"The University of Kinshasa sits on a hilltop near the edge of the city, reachable by an hour's taxi ride through the broken streets, the smoggy sprawl, the snarled traffic of vans and busses and pushcarts, past the street-side vendors of funerary wreaths, the cell-phone-recharge kiosks, the fruit markets, the meat markets, the open-air hardware stores, the tire-repair stores and cement brokers, the piles of sand and gravel and garbage, the awesome decrepitude of a postcolonial metropolis shaped by eight decades of Belgian opportunism, three decades of dictatorial misrule and egregious theft, and then a decade of war, but filled with 10 million striving people, some of whom are dangerous thugs (as in all cities) and most of whom are amiable, hopeful, and friendly."
Say that in one breath!
Spillover is a recently published volume by David Quammen, a piece of popularized science quite analogous to Microbe Hunters, the classic history-of-medicine book.
Quammen in interested especially in research into both viruses and bacteria that cross species boundaries, and his theme is that with the increasing encroachment of human populations into jungles, and our increasing density as a species in many places and climates, we have made the occurrence of spillovers routine. Some of these spillovers lead to dramatic death tolls (like Ebola) and others to global pandemics (like AIDS).
He tries throughout to personalize his account. He presumably feared that the more technical/scientific parts, which involve the mathematical equations inherent in epidemiology, the details of laboratory protocol, the shifting scientific nomenclature for strains of viruses, etc., might be too dry. So he tells much of this as the story of his travels around the world to places like the University of Kinshasa.
Nonetheless, the above sentence strikes me as monstrous. A viral attack upon English prose! I don't remember anything like that sprawl of roughly 125 words [yes that's an estimate, no I won't count] between capitalization and period in any comparably themed and targeted work.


Exercise details → The lines of the records that include "Fifty" should all be copied.

Information shown section start

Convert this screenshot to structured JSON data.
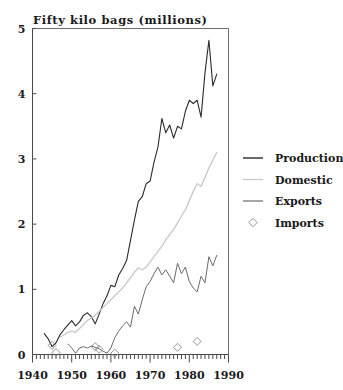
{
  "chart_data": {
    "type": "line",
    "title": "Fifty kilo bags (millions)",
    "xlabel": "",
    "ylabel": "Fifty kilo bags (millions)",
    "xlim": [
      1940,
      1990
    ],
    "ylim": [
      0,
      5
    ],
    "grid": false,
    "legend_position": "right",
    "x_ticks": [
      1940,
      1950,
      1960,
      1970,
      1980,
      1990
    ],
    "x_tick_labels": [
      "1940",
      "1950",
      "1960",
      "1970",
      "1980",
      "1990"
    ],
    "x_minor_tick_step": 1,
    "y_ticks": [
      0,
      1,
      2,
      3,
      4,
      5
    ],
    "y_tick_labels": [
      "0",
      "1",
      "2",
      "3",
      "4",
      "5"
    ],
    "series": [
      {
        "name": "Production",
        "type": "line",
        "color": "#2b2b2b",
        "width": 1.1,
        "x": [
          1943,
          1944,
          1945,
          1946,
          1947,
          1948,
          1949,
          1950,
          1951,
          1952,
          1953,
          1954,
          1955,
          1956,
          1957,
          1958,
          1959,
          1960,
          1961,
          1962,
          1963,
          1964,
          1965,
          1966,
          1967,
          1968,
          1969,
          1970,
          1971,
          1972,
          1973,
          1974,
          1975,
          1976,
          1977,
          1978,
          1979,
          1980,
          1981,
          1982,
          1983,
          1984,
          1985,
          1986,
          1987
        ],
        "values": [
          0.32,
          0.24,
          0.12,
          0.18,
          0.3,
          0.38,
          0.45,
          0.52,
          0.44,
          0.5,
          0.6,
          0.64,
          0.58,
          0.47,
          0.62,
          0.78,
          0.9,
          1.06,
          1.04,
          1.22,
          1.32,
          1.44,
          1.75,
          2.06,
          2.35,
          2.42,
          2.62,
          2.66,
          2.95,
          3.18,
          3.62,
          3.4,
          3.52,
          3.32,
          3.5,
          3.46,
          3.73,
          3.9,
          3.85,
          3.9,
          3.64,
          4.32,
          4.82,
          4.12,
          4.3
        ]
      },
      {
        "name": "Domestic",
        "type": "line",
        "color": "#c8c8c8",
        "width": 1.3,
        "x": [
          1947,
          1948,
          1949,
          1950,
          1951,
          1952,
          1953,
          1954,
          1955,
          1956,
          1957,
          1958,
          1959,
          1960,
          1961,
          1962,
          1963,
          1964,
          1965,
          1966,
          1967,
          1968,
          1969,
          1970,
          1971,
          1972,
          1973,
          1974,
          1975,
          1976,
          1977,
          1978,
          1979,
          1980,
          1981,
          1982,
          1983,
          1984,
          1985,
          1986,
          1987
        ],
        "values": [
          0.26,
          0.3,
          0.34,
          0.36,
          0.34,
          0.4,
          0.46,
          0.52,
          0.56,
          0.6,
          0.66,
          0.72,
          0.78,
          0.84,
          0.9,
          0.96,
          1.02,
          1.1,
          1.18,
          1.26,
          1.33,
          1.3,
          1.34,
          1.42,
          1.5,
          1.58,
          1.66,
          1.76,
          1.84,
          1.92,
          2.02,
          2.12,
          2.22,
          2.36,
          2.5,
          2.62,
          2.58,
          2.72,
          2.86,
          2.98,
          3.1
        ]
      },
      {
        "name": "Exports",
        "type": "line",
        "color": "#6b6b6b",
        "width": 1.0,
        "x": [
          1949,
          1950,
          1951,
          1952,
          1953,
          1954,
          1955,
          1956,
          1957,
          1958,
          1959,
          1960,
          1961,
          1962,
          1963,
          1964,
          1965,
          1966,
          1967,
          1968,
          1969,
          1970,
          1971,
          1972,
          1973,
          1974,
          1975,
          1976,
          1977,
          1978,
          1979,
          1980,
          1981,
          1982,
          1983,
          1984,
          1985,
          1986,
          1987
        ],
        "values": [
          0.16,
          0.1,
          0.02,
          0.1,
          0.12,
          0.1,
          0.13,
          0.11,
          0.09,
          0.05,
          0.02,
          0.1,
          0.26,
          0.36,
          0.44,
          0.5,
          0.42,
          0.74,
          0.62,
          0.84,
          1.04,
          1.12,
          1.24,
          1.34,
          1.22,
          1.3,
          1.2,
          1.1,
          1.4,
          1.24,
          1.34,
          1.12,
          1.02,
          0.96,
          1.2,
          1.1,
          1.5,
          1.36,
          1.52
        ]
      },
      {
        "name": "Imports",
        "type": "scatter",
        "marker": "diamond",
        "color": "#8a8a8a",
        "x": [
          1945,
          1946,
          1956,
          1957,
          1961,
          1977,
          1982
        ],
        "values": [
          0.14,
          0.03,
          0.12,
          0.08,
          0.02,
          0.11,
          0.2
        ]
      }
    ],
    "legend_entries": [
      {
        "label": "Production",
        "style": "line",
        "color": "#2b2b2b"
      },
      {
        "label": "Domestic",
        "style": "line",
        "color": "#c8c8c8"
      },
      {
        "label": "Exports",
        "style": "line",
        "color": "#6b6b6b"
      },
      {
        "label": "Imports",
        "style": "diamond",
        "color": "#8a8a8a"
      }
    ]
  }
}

Information shown section end
Information shown section start

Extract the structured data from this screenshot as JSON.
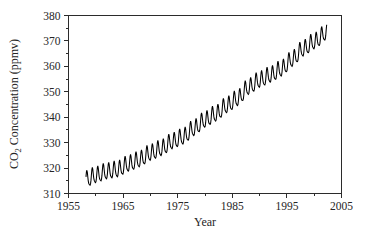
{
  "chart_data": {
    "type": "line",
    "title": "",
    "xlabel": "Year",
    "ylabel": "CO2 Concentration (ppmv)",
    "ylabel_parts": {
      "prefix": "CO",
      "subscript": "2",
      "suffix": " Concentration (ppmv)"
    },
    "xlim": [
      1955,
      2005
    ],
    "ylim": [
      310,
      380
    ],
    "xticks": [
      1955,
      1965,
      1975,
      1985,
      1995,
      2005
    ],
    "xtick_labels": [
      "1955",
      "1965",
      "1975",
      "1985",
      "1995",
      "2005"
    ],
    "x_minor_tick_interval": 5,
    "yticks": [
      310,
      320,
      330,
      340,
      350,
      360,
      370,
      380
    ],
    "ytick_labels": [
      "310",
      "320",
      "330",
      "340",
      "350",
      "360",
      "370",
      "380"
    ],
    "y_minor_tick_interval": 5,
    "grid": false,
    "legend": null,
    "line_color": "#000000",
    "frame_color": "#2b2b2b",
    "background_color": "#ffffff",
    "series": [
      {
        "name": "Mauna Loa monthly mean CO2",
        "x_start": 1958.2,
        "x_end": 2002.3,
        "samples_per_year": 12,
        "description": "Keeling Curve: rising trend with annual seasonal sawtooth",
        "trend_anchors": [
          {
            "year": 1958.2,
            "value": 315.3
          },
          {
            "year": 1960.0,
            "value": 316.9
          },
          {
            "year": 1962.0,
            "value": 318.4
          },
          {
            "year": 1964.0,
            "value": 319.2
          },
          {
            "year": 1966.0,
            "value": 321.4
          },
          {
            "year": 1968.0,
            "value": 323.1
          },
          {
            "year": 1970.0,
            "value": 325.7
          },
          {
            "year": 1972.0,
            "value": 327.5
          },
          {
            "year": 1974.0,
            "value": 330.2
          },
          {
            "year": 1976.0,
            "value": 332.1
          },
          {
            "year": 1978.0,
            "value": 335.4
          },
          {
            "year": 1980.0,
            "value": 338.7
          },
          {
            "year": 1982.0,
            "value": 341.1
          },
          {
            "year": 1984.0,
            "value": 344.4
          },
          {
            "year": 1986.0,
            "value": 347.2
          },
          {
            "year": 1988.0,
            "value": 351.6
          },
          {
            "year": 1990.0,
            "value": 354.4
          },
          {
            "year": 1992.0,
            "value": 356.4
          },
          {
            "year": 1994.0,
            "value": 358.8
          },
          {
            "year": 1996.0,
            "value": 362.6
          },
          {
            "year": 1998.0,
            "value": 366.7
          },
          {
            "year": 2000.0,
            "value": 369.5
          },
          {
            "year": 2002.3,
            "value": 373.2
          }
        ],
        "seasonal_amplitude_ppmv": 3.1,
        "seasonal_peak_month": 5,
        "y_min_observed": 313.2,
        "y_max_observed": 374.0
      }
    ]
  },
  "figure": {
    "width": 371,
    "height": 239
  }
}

Information shown section end

Task output →
    "title": "Fifty kilo bags (millions)",
    "ylabel": "Fifty kilo bags (millions)",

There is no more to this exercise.